Dissertation: "Mediating Alterity: Transitive Indianness in U.S. Non-Normative Medicine"
Certified Summer 2018
My research is firmly committed to medical humanities and social sciences, a field of critical inquiry dedicated to persistent reflexivity in medicine. As a communications and media studies scholar, my method and major focus of study takes shape as social and cultural studies of medicine wherein medicine is understood as a scientific and technological phenomenon. My research is further influenced by and committed to critical indigenous, race, ethnic, and gender studies whereby I consider the ways medicine in culture and society shape and are shaped by notions of indigeneity, latinidad, and gender. In the case of my dissertation, this led me to thinking about medicine’s mediation of indigeneity as alterity in relation to U.S. multiculturalism and gender at the site of what I call “non-normative medicine.” I center my examination around the institutionalization of non-normative medicine within the U.S. government, specifically the establishment of the Office of Alternative Medicine at the National Institutes of Health in 1991. I argue that the event depended heavily on a depoliticized cultural signification of Indianness to construct non-normative medicine as multiculturally inclusive, as evidenced by the appointment of a Mohawk physician and health administrator as the founding director who popular media at the time racialized and gendered as a “medicine man.” I follow with an examination of the years following his premature resignation, wherein Indianness became obscured, and latinidad and other forms of flattened gendered and racialized difference proved more effective in substantiating non-normative medicine’s multicultural brand.
Rico Kleinstein Chenyek received their PhD in Communications and Media from the Institute of Communications Research at the University of Illinois at Urbana-Champaign. Their major focus of study is in the social and cultural studies of science, medicine, and technology, with graduate minors in American Indian & Indigenous Studies, Latina/Latino Studies, and Gender & Women’s Studies. Rico’s dissertation, “Mediating Alterity: Transitive Indianness in U.S. Non-Normative Medicine,” is a comprehensive cultural study of the U.S. institutionalization of non-normative medicine at the National Institutes of Health that centralizes the politics of (indigenous) alterity. Rico received a BA in Chicana/o & Latina/o studies from Pomona College in 2011 and is now at the University of Illinois College of Medicine at Chicago completing their MD/PhD training.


* **Task statement**: Keep every line in which "Minus" occurs and drop the rest of the data.

* **Source data**:
• • • • •

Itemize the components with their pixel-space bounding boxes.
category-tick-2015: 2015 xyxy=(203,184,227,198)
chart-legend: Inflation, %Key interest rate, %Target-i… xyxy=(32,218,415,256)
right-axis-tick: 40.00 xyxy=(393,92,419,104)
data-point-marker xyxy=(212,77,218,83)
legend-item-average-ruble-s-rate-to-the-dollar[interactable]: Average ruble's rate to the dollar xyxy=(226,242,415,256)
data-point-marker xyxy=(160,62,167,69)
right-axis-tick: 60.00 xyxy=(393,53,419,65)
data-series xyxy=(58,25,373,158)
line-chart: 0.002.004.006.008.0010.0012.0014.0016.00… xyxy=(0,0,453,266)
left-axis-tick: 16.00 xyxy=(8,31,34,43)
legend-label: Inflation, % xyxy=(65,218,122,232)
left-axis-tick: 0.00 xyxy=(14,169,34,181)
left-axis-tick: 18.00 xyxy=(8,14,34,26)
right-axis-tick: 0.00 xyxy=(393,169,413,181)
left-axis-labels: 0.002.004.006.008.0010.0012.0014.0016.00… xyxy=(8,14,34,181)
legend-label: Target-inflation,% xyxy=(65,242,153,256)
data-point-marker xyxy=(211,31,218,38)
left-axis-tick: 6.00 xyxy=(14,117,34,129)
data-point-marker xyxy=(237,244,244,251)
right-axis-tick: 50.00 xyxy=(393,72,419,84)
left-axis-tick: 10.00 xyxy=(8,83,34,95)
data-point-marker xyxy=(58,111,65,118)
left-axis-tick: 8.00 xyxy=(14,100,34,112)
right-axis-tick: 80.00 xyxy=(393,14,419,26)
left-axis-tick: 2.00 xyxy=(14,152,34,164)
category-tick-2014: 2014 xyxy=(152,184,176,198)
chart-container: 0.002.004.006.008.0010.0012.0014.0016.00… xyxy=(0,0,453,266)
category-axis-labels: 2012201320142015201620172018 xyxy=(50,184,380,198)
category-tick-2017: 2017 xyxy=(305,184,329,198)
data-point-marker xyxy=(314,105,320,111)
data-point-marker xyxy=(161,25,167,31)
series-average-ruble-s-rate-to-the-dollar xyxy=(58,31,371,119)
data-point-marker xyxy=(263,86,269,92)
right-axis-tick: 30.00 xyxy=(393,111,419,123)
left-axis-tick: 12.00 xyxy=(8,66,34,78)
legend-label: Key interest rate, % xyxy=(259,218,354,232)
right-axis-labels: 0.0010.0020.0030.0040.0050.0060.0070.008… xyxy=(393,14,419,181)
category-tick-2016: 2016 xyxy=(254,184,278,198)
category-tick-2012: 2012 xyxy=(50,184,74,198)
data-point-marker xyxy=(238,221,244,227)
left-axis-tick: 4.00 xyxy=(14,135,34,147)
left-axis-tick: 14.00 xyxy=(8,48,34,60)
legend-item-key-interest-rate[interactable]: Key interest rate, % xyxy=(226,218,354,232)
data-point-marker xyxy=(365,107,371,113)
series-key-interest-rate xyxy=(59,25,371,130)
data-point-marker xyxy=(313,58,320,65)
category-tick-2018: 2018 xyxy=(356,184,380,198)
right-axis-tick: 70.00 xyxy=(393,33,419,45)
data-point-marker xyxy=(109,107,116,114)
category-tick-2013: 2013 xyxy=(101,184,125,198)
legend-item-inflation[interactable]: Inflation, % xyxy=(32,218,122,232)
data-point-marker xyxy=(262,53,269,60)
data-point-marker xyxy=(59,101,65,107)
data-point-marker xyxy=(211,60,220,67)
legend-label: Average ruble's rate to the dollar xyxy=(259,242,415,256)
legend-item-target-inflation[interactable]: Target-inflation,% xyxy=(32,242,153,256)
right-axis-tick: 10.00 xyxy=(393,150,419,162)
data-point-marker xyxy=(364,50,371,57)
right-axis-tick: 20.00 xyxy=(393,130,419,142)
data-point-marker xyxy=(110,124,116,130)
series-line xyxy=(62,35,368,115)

• • • • •

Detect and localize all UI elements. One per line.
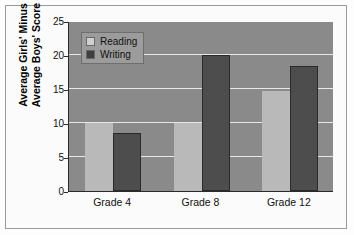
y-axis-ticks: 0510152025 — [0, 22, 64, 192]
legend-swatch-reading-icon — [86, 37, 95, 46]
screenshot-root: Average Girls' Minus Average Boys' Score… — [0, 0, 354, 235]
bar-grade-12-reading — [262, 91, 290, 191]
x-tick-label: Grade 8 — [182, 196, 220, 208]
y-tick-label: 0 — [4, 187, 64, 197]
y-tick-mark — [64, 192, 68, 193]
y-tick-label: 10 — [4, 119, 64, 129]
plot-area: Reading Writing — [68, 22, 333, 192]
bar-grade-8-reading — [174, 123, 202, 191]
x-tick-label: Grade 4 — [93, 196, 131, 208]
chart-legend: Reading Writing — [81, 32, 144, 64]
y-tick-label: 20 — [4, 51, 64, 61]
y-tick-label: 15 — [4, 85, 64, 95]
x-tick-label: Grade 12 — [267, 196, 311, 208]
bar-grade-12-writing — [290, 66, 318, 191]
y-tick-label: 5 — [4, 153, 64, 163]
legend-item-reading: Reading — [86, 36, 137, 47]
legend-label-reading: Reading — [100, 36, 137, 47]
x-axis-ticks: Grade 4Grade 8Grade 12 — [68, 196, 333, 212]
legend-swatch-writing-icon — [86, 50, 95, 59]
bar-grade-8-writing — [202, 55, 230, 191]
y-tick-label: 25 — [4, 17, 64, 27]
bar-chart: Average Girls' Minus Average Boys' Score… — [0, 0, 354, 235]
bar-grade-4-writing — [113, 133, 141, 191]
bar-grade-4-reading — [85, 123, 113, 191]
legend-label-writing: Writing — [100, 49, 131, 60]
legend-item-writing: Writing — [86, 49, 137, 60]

• • • • •

* **Exercise answer**:
screenshot-root: Average Girls' Minus Average Boys' Score… — [0, 0, 354, 235]
bar-chart: Average Girls' Minus Average Boys' Score… — [0, 0, 354, 235]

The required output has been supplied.